FSI sues to stop withdrawal of DOL independent contractor rule
The overturned Trump regulation would have provided certainty to independent brokers and advisers, FSI said. But an advocacy group says DOL has the authority to go in a different direction.
MAY 14, 2021

The Financial Services Institute is suing the Department of Labor to prevent the agency from withdrawing a Trump administration regulation that the trade association says would benefit independent brokers and financial advisers.

On Thursday, FSI joined three other groups in filing a complaint against the DOL in a federal court in Beaumont, Texas. The plaintiffs charged that the agency acted arbitrarily and violated federal regulatory rules by killing the regulation, which would have clarified the tests used under the Fair Labor Standards Act to determine whether a worker is an independent contractor or an employee.

The Trump administration promulgated the original rule in early January, with an effective date of March 8. The Biden administration delayed the effective date until early May and then withdrew the rule last Thursday.
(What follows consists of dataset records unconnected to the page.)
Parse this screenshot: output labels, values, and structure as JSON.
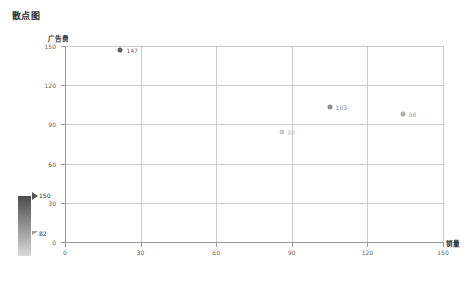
{
  "chart_data": {
    "type": "scatter",
    "title": "散点图",
    "xlabel": "销量",
    "ylabel": "广告费",
    "xlim": [
      0,
      150
    ],
    "ylim": [
      0,
      150
    ],
    "xticks": [
      "0",
      "30",
      "60",
      "90",
      "120",
      "150"
    ],
    "yticks": [
      "0",
      "30",
      "60",
      "90",
      "120",
      "150"
    ],
    "grid": true,
    "legend_position": "none",
    "points": [
      {
        "x": 22,
        "y": 147,
        "label": "147",
        "color": "#5c5c5c",
        "label_color": "#666666"
      },
      {
        "x": 105,
        "y": 103,
        "label": "103",
        "color": "#8e8e8e",
        "label_color": "#888888"
      },
      {
        "x": 134,
        "y": 98,
        "label": "98",
        "color": "#b0b0b0",
        "label_color": "#a6a6a6"
      },
      {
        "x": 86,
        "y": 84,
        "label": "84",
        "color": "#cccccc",
        "label_color": "#c4c4c4"
      }
    ],
    "visual_map": {
      "name": "visual-map",
      "max_label": "150",
      "min_label": "82",
      "gradient_high": "#4c4c4c",
      "gradient_low": "#d9d9d9"
    }
  }
}
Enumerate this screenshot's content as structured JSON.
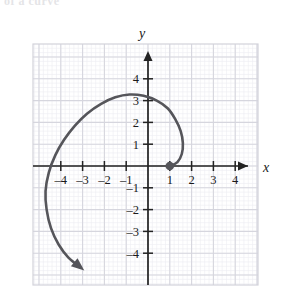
{
  "figure": {
    "title_fragment": "of a curve",
    "axis_labels": {
      "x": "x",
      "y": "y"
    },
    "x_ticks": [
      {
        "value": -4,
        "label": "–4"
      },
      {
        "value": -3,
        "label": "–3"
      },
      {
        "value": -2,
        "label": "–2"
      },
      {
        "value": -1,
        "label": "–1"
      },
      {
        "value": 1,
        "label": "1"
      },
      {
        "value": 2,
        "label": "2"
      },
      {
        "value": 3,
        "label": "3"
      },
      {
        "value": 4,
        "label": "4"
      }
    ],
    "y_ticks": [
      {
        "value": 4,
        "label": "4"
      },
      {
        "value": 3,
        "label": "3"
      },
      {
        "value": 2,
        "label": "2"
      },
      {
        "value": 1,
        "label": "1"
      },
      {
        "value": -1,
        "label": "–1"
      },
      {
        "value": -2,
        "label": "–2"
      },
      {
        "value": -3,
        "label": "–3"
      },
      {
        "value": -4,
        "label": "–4"
      }
    ],
    "colors": {
      "curve": "#55555a",
      "axis": "#232323",
      "major_grid": "#d9d9e0",
      "minor_grid": "#ececf2",
      "frame": "#d9d9e0",
      "label": "#1a1a1a"
    }
  },
  "chart_data": {
    "type": "line",
    "title": "",
    "xlabel": "x",
    "ylabel": "y",
    "xlim": [
      -5.2,
      5.0
    ],
    "ylim": [
      -5.3,
      4.8
    ],
    "grid": true,
    "grid_minor_per_cell": 5,
    "legend": null,
    "annotations": [
      {
        "kind": "start-point",
        "x": 1,
        "y": 0,
        "style": "filled-dot"
      },
      {
        "kind": "arrowhead",
        "x": -3.0,
        "y": -4.7,
        "direction": "down-right"
      }
    ],
    "series": [
      {
        "name": "spiral",
        "description": "outward spiral starting at (1,0), sweeping counterclockwise",
        "points": [
          [
            1.0,
            0.0
          ],
          [
            1.35,
            0.18
          ],
          [
            1.55,
            0.55
          ],
          [
            1.6,
            1.05
          ],
          [
            1.5,
            1.6
          ],
          [
            1.25,
            2.15
          ],
          [
            0.9,
            2.65
          ],
          [
            0.4,
            3.0
          ],
          [
            -0.2,
            3.22
          ],
          [
            -0.85,
            3.28
          ],
          [
            -1.5,
            3.15
          ],
          [
            -2.15,
            2.85
          ],
          [
            -2.8,
            2.4
          ],
          [
            -3.35,
            1.85
          ],
          [
            -3.85,
            1.2
          ],
          [
            -4.25,
            0.5
          ],
          [
            -4.55,
            -0.3
          ],
          [
            -4.7,
            -1.15
          ],
          [
            -4.65,
            -2.0
          ],
          [
            -4.45,
            -2.85
          ],
          [
            -4.1,
            -3.6
          ],
          [
            -3.65,
            -4.2
          ],
          [
            -3.1,
            -4.65
          ]
        ]
      }
    ]
  }
}
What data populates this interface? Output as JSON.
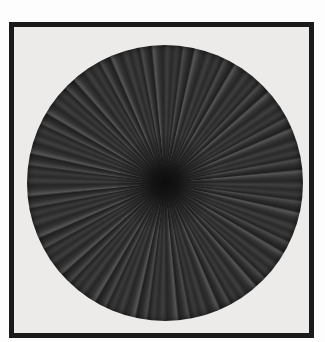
{
  "image": {
    "subject": "framed radial starburst artwork",
    "colors": {
      "frame": "#1a1a1a",
      "mat": "#ecebea",
      "disc": "#2a2a2a",
      "center": "#0d0d0d"
    }
  }
}
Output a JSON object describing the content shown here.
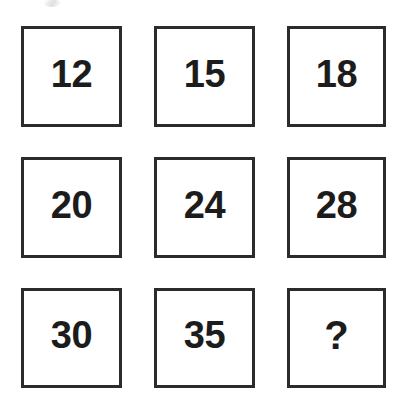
{
  "page": {
    "background_color": "#ffffff",
    "border_color": "#2b2b2b",
    "text_color": "#1c1c1c"
  },
  "grid": {
    "rows": 3,
    "columns": 3,
    "cells": [
      {
        "value": "12",
        "row": 1,
        "column": 1,
        "is_unknown": false
      },
      {
        "value": "15",
        "row": 1,
        "column": 2,
        "is_unknown": false
      },
      {
        "value": "18",
        "row": 1,
        "column": 3,
        "is_unknown": false
      },
      {
        "value": "20",
        "row": 2,
        "column": 1,
        "is_unknown": false
      },
      {
        "value": "24",
        "row": 2,
        "column": 2,
        "is_unknown": false
      },
      {
        "value": "28",
        "row": 2,
        "column": 3,
        "is_unknown": false
      },
      {
        "value": "30",
        "row": 3,
        "column": 1,
        "is_unknown": false
      },
      {
        "value": "35",
        "row": 3,
        "column": 2,
        "is_unknown": false
      },
      {
        "value": "?",
        "row": 3,
        "column": 3,
        "is_unknown": true
      }
    ]
  }
}
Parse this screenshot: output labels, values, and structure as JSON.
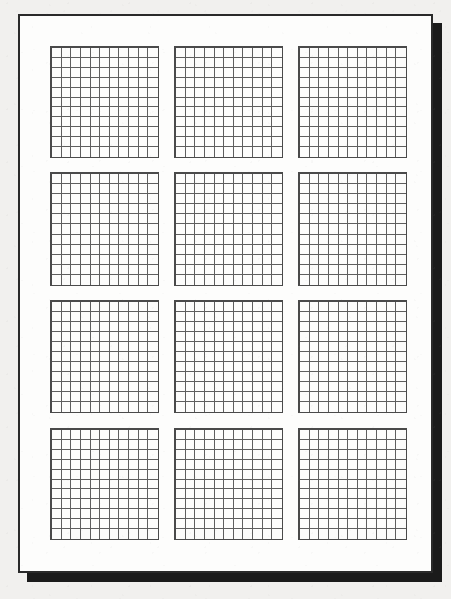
{
  "document": {
    "kind": "scanned-worksheet",
    "background_color": "#f1f0ee",
    "paper_color": "#fdfdfc",
    "paper_border_color": "#2a2a2a",
    "shadow_color": "#1b1b1b",
    "grid_line_color": "#5e5e5e",
    "grid_frame_color": "#4a4a4a",
    "page": {
      "x": 18,
      "y": 14,
      "width": 415,
      "height": 559,
      "border_width": 2
    },
    "shadow": {
      "x": 27,
      "y": 23,
      "width": 415,
      "height": 559
    }
  },
  "layout": {
    "rows": 4,
    "columns": 3,
    "blocks_total": 12,
    "column_x": [
      50,
      174,
      298
    ],
    "row_y": [
      46,
      172,
      300,
      428
    ],
    "block_width": 109,
    "block_height": 112,
    "cell_rows": 11,
    "cell_columns": 11
  },
  "blocks": [
    {
      "id": "grid-1",
      "row": 1,
      "col": 1,
      "x": 50,
      "y": 46,
      "width": 109,
      "height": 112,
      "cells_x": 11,
      "cells_y": 11
    },
    {
      "id": "grid-2",
      "row": 1,
      "col": 2,
      "x": 174,
      "y": 46,
      "width": 109,
      "height": 112,
      "cells_x": 11,
      "cells_y": 11
    },
    {
      "id": "grid-3",
      "row": 1,
      "col": 3,
      "x": 298,
      "y": 46,
      "width": 109,
      "height": 112,
      "cells_x": 11,
      "cells_y": 11
    },
    {
      "id": "grid-4",
      "row": 2,
      "col": 1,
      "x": 50,
      "y": 172,
      "width": 109,
      "height": 114,
      "cells_x": 11,
      "cells_y": 11
    },
    {
      "id": "grid-5",
      "row": 2,
      "col": 2,
      "x": 174,
      "y": 172,
      "width": 109,
      "height": 114,
      "cells_x": 11,
      "cells_y": 11
    },
    {
      "id": "grid-6",
      "row": 2,
      "col": 3,
      "x": 298,
      "y": 172,
      "width": 109,
      "height": 114,
      "cells_x": 11,
      "cells_y": 11
    },
    {
      "id": "grid-7",
      "row": 3,
      "col": 1,
      "x": 50,
      "y": 300,
      "width": 109,
      "height": 113,
      "cells_x": 11,
      "cells_y": 11
    },
    {
      "id": "grid-8",
      "row": 3,
      "col": 2,
      "x": 174,
      "y": 300,
      "width": 109,
      "height": 113,
      "cells_x": 11,
      "cells_y": 11
    },
    {
      "id": "grid-9",
      "row": 3,
      "col": 3,
      "x": 298,
      "y": 300,
      "width": 109,
      "height": 113,
      "cells_x": 11,
      "cells_y": 11
    },
    {
      "id": "grid-10",
      "row": 4,
      "col": 1,
      "x": 50,
      "y": 428,
      "width": 109,
      "height": 112,
      "cells_x": 11,
      "cells_y": 11
    },
    {
      "id": "grid-11",
      "row": 4,
      "col": 2,
      "x": 174,
      "y": 428,
      "width": 109,
      "height": 112,
      "cells_x": 11,
      "cells_y": 11
    },
    {
      "id": "grid-12",
      "row": 4,
      "col": 3,
      "x": 298,
      "y": 428,
      "width": 109,
      "height": 112,
      "cells_x": 11,
      "cells_y": 11
    }
  ]
}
FSI Chief Executive Dale Brown said the Trump administration rule provided consistency and uniformity in worker classification. That gave FSI’s members who run their own brokerages and advisory firms certainty about their status as independent contractors rather than employees of a financial firm.

“The rule’s withdrawal will result in the return to the confusing and conflicting interpretations previously applied by differing courts, causing our members and other properly classified independent contractors to divert time and resources to defending their independent contractor classification from unnecessary challenges,” Brown said in a statement.

The Biden DOL withdrew the Trump rule because it said the regulation would have harmed workers by allowing employees to be wrongly designated as independent contractors.  

“By withdrawing the Independent Contractor Rule, we will help preserve essential worker rights and stop the erosion of worker protections that would have occurred had the rule gone into effect,” DOL Secretary Marty Walsh said in a statement last Wednesday. “Legitimate business owners play an important role in our economy but, too often, workers lose important wage and related protections when employers misclassify them as independent contractors.”

The DOL acted within its authority in withdrawing the rule, said Adam Pulver, an attorney with Public Citizen, an advocacy organization for consumers and workers.

“All agencies are allowed to change their mind as long as they acknowledge they are doing so,” Pulver said. “Here, there is no question DOL was announcing they’re undoing the last rule and taking a new position. There was no long-standing reliance on a rule that was not in effect.”

The suit was filed in a federal court district that is thought to be generally friendly to industry lawsuits. A ruling in the Texas district court would be appealed to the U.S. Court of Appeals for the 5th Circuit, where the Obama administration’s DOL fiduciary rule was vacated in a lawsuit brought by the brokerage industry in which FSI was a plaintiff.

While FSI fights the DOL withdrawal in court, the organization and other financial industry trade groups also are opposing legislation that would make it easier for workers to form unions, the Protecting the Right to Organize Act. The measure includes a provision that would restrict the ability of companies to classify workers as independent contractors.

The PRO Act passed the Democratic-majority House in March, but it’s prospects are uncertain in the Senate, where Republicans and Democrats split the chamber 50-50, and Republicans can mount a filibuster.

President Joe Biden included the PRO Act in his American Jobs Plan, a $2.3 trillion infrastructure package. The legislation received a boost when Sen. Joe Manchin, D-W.Va., announced his support. Manchin and other moderate Democrats may help determine its fate in the Senate.